Out across the Atlantic the clouds, in reality drifting at eight thousand feet, appeared to hover just above the waves like a mist. The horizon was already sloping off, giving the earth a mound shape.
“Check time!” Billing radioed.
“Sixteen seconds and we’ve i cached the ionosphere!”
Suddenly the rocket was jarred by a violent movement. The abrupt motion nearly wrenched the boys from their racks.
168
GHOST WINDS 169
“Hey!” Bud cried. “We must have collided with something!”
“Whatever it is, hang on!” Tom exclaimed, as the rocket ship gave a sharp twist.
The boys had just managed to grip the sides of their acceleration couches when the rocket, already traveling straight up at 4500 miles an hour, gave an even more violent lurch.
“Tom!” gasped Bud. “What’s happened to us?”
As the huge rocket shuddered under this latest impact, Tom and Bud clung tenaciously to their racks.
“We-we must be-caught in one of-those jet streams!” Tom managed to say between the violent motions.
“You mean-what they call ‘ghost winds’?” Bud asked breathlessly.
Tom nodded. “I only hope we can ride ‘er out-no telling how long it’ll last.”
Tom knew that these windstorms in the ionosphere travel as fast as a thousand miles an hour. Unlike the ones that occur nearer the earth, the aerial tides flow for a certain time in one direction and then without warning reverse themselves.
This reversal was exactly what Tom wished might happen. The shift in current would free the rocket from the raging flow of air and permit the ship to continue on its original course. Before he had a chance to express this hope aloud, the Star Spear suddenly stopped its erratic behavior, and then swooped upward under enormous acceleration.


→ Task:
Every line of the material must be copied exactly.

→ Data excerpts:
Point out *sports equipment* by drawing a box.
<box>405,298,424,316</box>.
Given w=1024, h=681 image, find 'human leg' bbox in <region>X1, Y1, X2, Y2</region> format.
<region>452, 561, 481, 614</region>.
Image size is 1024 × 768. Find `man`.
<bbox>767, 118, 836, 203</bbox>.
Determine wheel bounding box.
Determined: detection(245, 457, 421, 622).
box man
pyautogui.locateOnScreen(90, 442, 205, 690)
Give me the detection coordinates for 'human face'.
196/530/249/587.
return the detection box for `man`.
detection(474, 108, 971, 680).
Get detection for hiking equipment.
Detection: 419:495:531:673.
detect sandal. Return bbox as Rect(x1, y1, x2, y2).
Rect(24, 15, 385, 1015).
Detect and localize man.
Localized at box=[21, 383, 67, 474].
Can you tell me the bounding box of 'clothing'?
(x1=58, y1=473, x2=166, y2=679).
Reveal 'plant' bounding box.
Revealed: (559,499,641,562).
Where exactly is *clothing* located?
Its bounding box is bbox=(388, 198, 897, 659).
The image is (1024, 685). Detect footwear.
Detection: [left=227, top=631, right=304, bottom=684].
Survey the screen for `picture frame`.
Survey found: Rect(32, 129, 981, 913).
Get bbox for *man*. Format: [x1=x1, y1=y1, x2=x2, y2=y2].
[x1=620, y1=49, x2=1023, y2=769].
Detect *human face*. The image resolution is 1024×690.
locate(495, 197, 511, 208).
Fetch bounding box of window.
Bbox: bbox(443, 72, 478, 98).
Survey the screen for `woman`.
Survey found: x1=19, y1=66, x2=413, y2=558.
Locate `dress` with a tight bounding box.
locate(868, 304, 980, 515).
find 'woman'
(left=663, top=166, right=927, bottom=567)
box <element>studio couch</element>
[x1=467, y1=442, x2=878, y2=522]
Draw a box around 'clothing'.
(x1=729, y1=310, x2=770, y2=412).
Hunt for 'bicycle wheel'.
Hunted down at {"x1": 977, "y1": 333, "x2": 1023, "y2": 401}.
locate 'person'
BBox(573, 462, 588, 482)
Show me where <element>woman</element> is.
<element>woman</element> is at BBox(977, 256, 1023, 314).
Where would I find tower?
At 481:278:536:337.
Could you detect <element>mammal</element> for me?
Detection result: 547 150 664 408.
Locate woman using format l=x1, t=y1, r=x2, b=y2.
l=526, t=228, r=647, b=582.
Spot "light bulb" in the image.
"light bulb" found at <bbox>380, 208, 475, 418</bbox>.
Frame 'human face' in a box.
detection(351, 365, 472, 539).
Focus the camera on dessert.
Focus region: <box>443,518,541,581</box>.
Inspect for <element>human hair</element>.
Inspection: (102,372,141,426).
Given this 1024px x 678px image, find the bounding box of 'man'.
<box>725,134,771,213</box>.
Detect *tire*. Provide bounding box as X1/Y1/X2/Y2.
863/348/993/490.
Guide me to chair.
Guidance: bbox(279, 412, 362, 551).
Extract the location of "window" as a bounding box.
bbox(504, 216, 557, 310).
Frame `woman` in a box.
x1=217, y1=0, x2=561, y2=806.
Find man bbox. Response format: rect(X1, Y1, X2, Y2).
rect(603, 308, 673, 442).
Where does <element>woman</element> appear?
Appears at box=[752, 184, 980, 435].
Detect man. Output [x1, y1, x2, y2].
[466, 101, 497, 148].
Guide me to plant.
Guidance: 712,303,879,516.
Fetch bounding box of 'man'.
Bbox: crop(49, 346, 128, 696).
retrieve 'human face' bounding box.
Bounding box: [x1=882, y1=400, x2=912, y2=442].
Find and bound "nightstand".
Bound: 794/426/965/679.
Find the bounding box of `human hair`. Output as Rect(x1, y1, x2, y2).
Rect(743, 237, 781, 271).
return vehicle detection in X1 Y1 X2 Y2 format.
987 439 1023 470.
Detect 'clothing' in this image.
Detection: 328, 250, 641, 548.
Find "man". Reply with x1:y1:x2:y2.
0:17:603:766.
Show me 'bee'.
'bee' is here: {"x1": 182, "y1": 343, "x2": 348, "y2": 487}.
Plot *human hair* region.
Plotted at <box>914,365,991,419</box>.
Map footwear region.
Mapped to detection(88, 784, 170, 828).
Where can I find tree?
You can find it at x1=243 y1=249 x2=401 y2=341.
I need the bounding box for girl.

→ Response below:
Point out *sports equipment* by drawing a box.
<box>405,298,424,316</box>.
Given w=1024, h=681 image, find 'human leg' bbox in <region>X1, Y1, X2, Y2</region> format.
<region>452, 561, 481, 614</region>.
Image size is 1024 × 768. Find `man`.
<bbox>767, 118, 836, 203</bbox>.
Determine wheel bounding box.
Determined: detection(245, 457, 421, 622).
box man
pyautogui.locateOnScreen(90, 442, 205, 690)
Give me the detection coordinates for 'human face'.
196/530/249/587.
return the detection box for `man`.
detection(474, 108, 971, 680).
Get detection for hiking equipment.
Detection: 419:495:531:673.
detect sandal. Return bbox as Rect(x1, y1, x2, y2).
Rect(24, 15, 385, 1015).
Detect and localize man.
Localized at box=[21, 383, 67, 474].
Can you tell me the bounding box of 'clothing'?
(x1=58, y1=473, x2=166, y2=679).
Reveal 'plant' bounding box.
Revealed: (559,499,641,562).
Where exactly is *clothing* located?
Its bounding box is bbox=(388, 198, 897, 659).
The image is (1024, 685). Detect footwear.
Detection: [left=227, top=631, right=304, bottom=684].
Survey the screen for `picture frame`.
Survey found: Rect(32, 129, 981, 913).
Get bbox for *man*. Format: [x1=x1, y1=y1, x2=x2, y2=y2].
[x1=620, y1=49, x2=1023, y2=769].
Detect *human face*. The image resolution is 1024×690.
locate(495, 197, 511, 208).
Fetch bounding box of window.
Bbox: bbox(443, 72, 478, 98).
Survey the screen for `woman`.
Survey found: x1=19, y1=66, x2=413, y2=558.
Locate `dress` with a tight bounding box.
locate(868, 304, 980, 515).
find 'woman'
(left=663, top=166, right=927, bottom=567)
box <element>studio couch</element>
[x1=467, y1=442, x2=878, y2=522]
Draw a box around 'clothing'.
(x1=729, y1=310, x2=770, y2=412).
Hunt for 'bicycle wheel'.
Hunted down at {"x1": 977, "y1": 333, "x2": 1023, "y2": 401}.
locate 'person'
BBox(573, 462, 588, 482)
Show me where <element>woman</element> is.
<element>woman</element> is at BBox(977, 256, 1023, 314).
Where would I find tower?
At 481:278:536:337.
Could you detect <element>mammal</element> for me?
Detection result: 547 150 664 408.
Locate woman using format l=x1, t=y1, r=x2, b=y2.
l=526, t=228, r=647, b=582.
Spot "light bulb" in the image.
"light bulb" found at <bbox>380, 208, 475, 418</bbox>.
Frame 'human face' in a box.
detection(351, 365, 472, 539).
Focus the camera on dessert.
Focus region: <box>443,518,541,581</box>.
Inspect for <element>human hair</element>.
Inspection: (102,372,141,426).
Given this 1024px x 678px image, find the bounding box of 'man'.
<box>725,134,771,213</box>.
Detect *tire*. Provide bounding box as X1/Y1/X2/Y2.
863/348/993/490.
Guide me to chair.
Guidance: bbox(279, 412, 362, 551).
Extract the location of "window" as a bounding box.
bbox(504, 216, 557, 310).
Frame `woman` in a box.
x1=217, y1=0, x2=561, y2=806.
Find man bbox. Response format: rect(X1, Y1, X2, Y2).
rect(603, 308, 673, 442).
Where does <element>woman</element> appear?
Appears at box=[752, 184, 980, 435].
Detect man. Output [x1, y1, x2, y2].
[466, 101, 497, 148].
Guide me to plant.
Guidance: 712,303,879,516.
Fetch bounding box of 'man'.
Bbox: crop(49, 346, 128, 696).
retrieve 'human face' bounding box.
Bounding box: [x1=882, y1=400, x2=912, y2=442].
Find and bound "nightstand".
Bound: 794/426/965/679.
Find the bounding box of `human hair`. Output as Rect(x1, y1, x2, y2).
Rect(743, 237, 781, 271).
return vehicle detection in X1 Y1 X2 Y2 format.
987 439 1023 470.
Detect 'clothing' in this image.
Detection: 328, 250, 641, 548.
Find "man". Reply with x1:y1:x2:y2.
0:17:603:766.
Show me 'bee'.
'bee' is here: {"x1": 182, "y1": 343, "x2": 348, "y2": 487}.
Plot *human hair* region.
Plotted at <box>914,365,991,419</box>.
Map footwear region.
Mapped to detection(88, 784, 170, 828).
Where can I find tree?
You can find it at x1=243 y1=249 x2=401 y2=341.
I need the bounding box for girl.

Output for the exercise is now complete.